Introduction: BIM is everywhere. Commercial clarity is not.

Most project teams working on UK construction projects will tell you they are using BIM. In practice, what that usually means is that someone has produced a 3D model. It looks impressive in presentations. It helps the design team coordinate. It satisfies the employer’s information requirements.

What it rarely does is change the commercial conversation.

Project teams still take quantities from 2D drawings. They still build cost plans on assumptions. Contractors still price from incomplete information and protect themselves with qualifications. The model sits to one side while the real commercial work happens in spreadsheets that nobody has reconciled with the current design.

BIM Quantity Intelligence is built to close that gap.

Independent construction cost consultant reviewing cost reports on a UK construction site

What BIM Quantity Intelligence actually means

BIM Quantity Intelligence is not a software product. It is not a licence or a platform. It is a commercial discipline that uses the information held in a BIM model to produce quantities, cost data and risk assessments that clients and contractors can actually rely upon.

The starting point is the model. We never treat it as a source of truth simply because it exists. Before we extract any quantities, we audit the model for measurement readiness: what is modelled to the right level of detail, what is missing, and where we need to supplement it with drawings, specifications or targeted allowances.

From that audit, we establish clear measurement rules. We define which elements we measure from the model and which we take from drawings. We break items down into work packages and code them so that cost reports, dashboards and the final account all tell a consistent story.

We then connect the three commercial dimensions that most projects keep separate. The 3D geometry gives a shared visual baseline for scope. The 4D programme links elements to phasing, access and preliminaries. The 5D cost logic attaches real rates and values to each package.

At that point, the BIM model stops being a presentation tool and becomes a hard commercial instrument, directly connected to Digital Cost Planning and Construction Cost Control.

Why it changes the cost conversation

The commercial problems on most UK construction projects are not caused by bad intentions. Different parties working from different information cause them.

The client’s cost plan was built at RIBA Stage 2 and has not been updated since. The contractor priced from a tender pack that did not reflect the current design. The architect’s model includes elements that nobody has costed. The subcontractor’s scope excludes items that everyone assumed were included.

When those gaps surface, they surface as variation claims, disputed valuations and final account arguments. These are exactly the patterns we document in quantity assumption risk and incomplete design information. By that point, the cost of resolving them is always higher than the cost of preventing them.

BIM Quantity Intelligence prevents them by creating a single, shared quantity baseline that the client, the contractor and the funder can all work from. When a change happens, we assess its cost impact against that baseline directly, rather than arguing from first principles.

On high-end residential projects, where specification changes happen late and client expectations are high, that baseline is what makes cost control possible rather than theoretical. On mixed-use schemes, where multiple work packages interact across complex phasing, it keeps the commercial picture coherent across the full programme.

Quantity surveyor reviewing BIM model and construction cost data on dual screens in a UK office

What it is not

BIM Quantity Intelligence is not about the software. Reltic does not sell a platform, a licence or a BIM management service. We are not here to tell your design team how to model.

It is also not a replacement for commercial judgement. Extracting quantities from a model is a starting point, not an answer. Without commercial judgement behind it, the result is the kind of scope definition risk and variation claim exposure that derails final accounts on otherwise well-managed projects.

That is why BIM Quantity Intelligence at Reltic sits within a broader commercial framework. It connects directly to Strategic Procurement, Variation and Change Control and Final Account and Dispute Support. The quantities are the foundation. The commercial decisions built on top of them are where the real value sits.

Who this is relevant to

If you are a developer or investor carrying financial risk on a UK construction project, BIM Quantity Intelligence gives you a cost position you can actually defend, to your funder, to your contractor and to yourself.

If you are a main contractor working on a complex scheme, it gives you defensible quantities that support your variation claims and protect your position at final account.

If you are a project team or commercial lead trying to maintain cost certainty across a scheme where design is still evolving, it gives you a live connection between what is being designed and what it costs.

On any project where quantities, cost and design are currently running as separate conversations, BIM Quantity Intelligence brings them into the same room.

Construction consultancy team reviewing BIM model and cost report in a UK office meeting

What to do next

If you are working on a UK construction project where BIM is in use but the commercial picture is still unclear, that gap rarely closes on its own. The longer quantities, cost and design run as separate conversations, the more expensive the reconciliation becomes.

You can read more about our BIM Quantity Intelligence service, or see how it connects with Digital Cost Planning, Construction Cost Control, Variation and Change Control and Final Account and Dispute Support.

If you would like to discuss a specific project, get in touch with Reltic directly. We can review your current position, show you what BIM Quantity Intelligence would look like on your scheme, and agree a level of support that matches your risk profile.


Problem to solve. Pick out the lines below that contain the string "content" and copy them all.

════════════════════

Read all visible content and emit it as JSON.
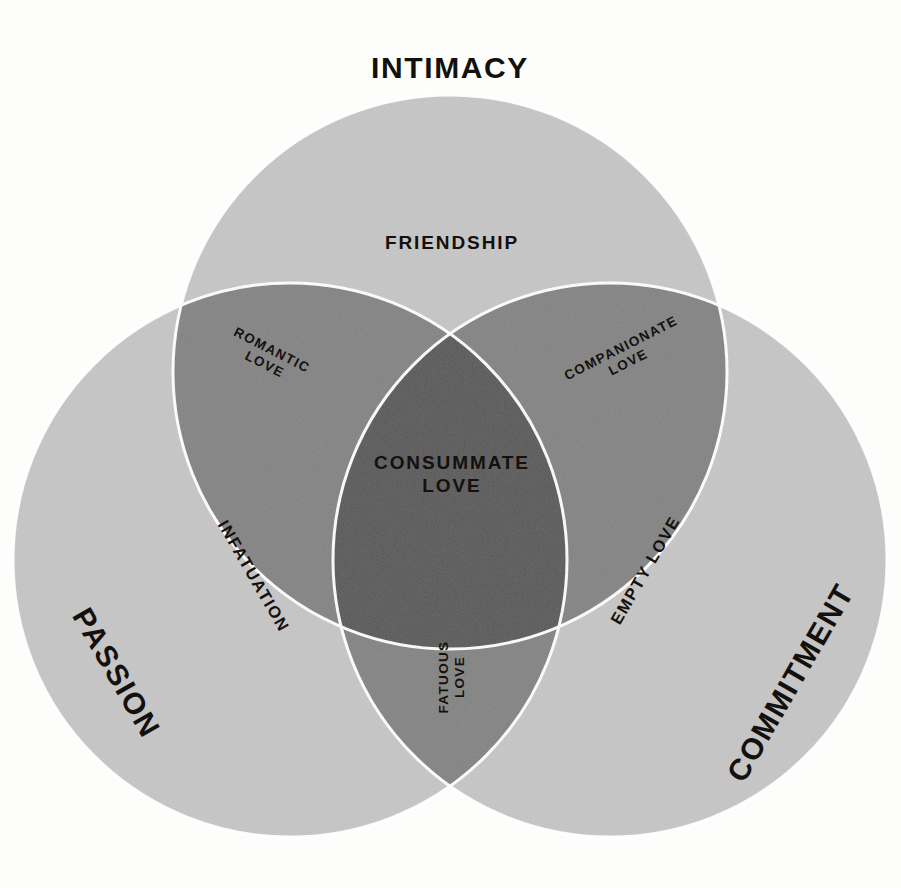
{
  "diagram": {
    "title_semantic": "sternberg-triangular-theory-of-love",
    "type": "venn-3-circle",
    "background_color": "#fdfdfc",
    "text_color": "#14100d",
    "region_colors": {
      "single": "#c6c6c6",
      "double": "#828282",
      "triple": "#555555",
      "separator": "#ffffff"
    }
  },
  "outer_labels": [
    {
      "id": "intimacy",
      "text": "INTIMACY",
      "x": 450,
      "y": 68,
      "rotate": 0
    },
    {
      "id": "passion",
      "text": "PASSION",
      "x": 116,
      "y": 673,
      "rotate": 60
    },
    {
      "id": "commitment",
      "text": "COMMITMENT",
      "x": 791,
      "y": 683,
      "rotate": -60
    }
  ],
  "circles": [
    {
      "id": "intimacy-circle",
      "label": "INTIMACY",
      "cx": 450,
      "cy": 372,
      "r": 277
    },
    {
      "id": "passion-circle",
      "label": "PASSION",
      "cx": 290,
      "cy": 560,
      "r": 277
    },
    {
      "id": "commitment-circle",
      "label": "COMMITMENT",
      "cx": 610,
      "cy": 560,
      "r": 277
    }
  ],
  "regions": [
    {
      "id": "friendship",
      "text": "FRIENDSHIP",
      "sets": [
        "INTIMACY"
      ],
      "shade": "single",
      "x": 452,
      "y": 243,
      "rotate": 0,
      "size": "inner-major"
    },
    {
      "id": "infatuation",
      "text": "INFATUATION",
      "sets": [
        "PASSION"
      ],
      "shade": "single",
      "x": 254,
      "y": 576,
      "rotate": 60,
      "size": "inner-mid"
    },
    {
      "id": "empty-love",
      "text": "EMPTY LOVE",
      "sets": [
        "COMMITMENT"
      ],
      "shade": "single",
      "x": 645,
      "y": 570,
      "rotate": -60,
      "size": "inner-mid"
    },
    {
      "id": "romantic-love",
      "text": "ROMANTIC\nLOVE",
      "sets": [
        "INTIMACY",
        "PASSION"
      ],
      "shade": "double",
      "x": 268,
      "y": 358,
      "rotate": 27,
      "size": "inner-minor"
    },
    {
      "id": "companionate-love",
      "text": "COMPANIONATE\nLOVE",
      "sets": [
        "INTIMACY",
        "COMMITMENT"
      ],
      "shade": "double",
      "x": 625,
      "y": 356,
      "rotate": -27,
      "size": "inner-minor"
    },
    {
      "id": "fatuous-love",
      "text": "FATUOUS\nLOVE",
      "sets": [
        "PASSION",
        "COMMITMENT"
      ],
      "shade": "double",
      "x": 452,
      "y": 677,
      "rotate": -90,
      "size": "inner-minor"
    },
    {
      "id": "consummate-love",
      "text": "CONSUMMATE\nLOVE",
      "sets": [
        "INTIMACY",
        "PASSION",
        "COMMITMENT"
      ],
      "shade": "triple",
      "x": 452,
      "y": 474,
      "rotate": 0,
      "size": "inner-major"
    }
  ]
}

════════════════════

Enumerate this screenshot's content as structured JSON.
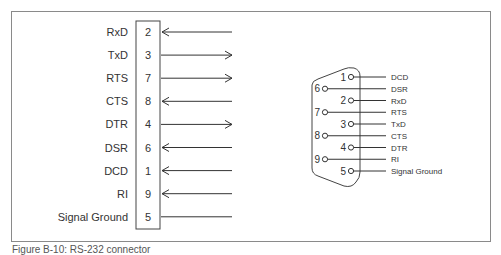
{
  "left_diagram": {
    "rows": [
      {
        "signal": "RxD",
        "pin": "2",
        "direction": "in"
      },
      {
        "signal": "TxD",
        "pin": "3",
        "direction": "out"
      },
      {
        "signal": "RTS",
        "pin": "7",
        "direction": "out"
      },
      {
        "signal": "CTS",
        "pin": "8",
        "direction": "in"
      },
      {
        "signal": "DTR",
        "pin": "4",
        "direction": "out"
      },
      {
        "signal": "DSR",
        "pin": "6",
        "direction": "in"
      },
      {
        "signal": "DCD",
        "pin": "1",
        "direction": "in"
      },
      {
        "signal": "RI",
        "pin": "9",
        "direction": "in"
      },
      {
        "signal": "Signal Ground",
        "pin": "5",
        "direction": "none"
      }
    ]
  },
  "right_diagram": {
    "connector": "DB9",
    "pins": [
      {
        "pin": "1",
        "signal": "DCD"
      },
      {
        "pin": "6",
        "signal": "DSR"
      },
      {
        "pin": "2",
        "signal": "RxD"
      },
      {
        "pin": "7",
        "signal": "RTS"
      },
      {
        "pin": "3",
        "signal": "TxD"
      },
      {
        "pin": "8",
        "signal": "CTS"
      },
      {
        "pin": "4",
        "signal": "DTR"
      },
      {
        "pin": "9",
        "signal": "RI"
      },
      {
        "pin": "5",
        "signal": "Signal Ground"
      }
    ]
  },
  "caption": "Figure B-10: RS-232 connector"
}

════════════════════

Task answer.
Read all visible content and emit it as JSON.
Enumerate this screenshot's content as structured JSON.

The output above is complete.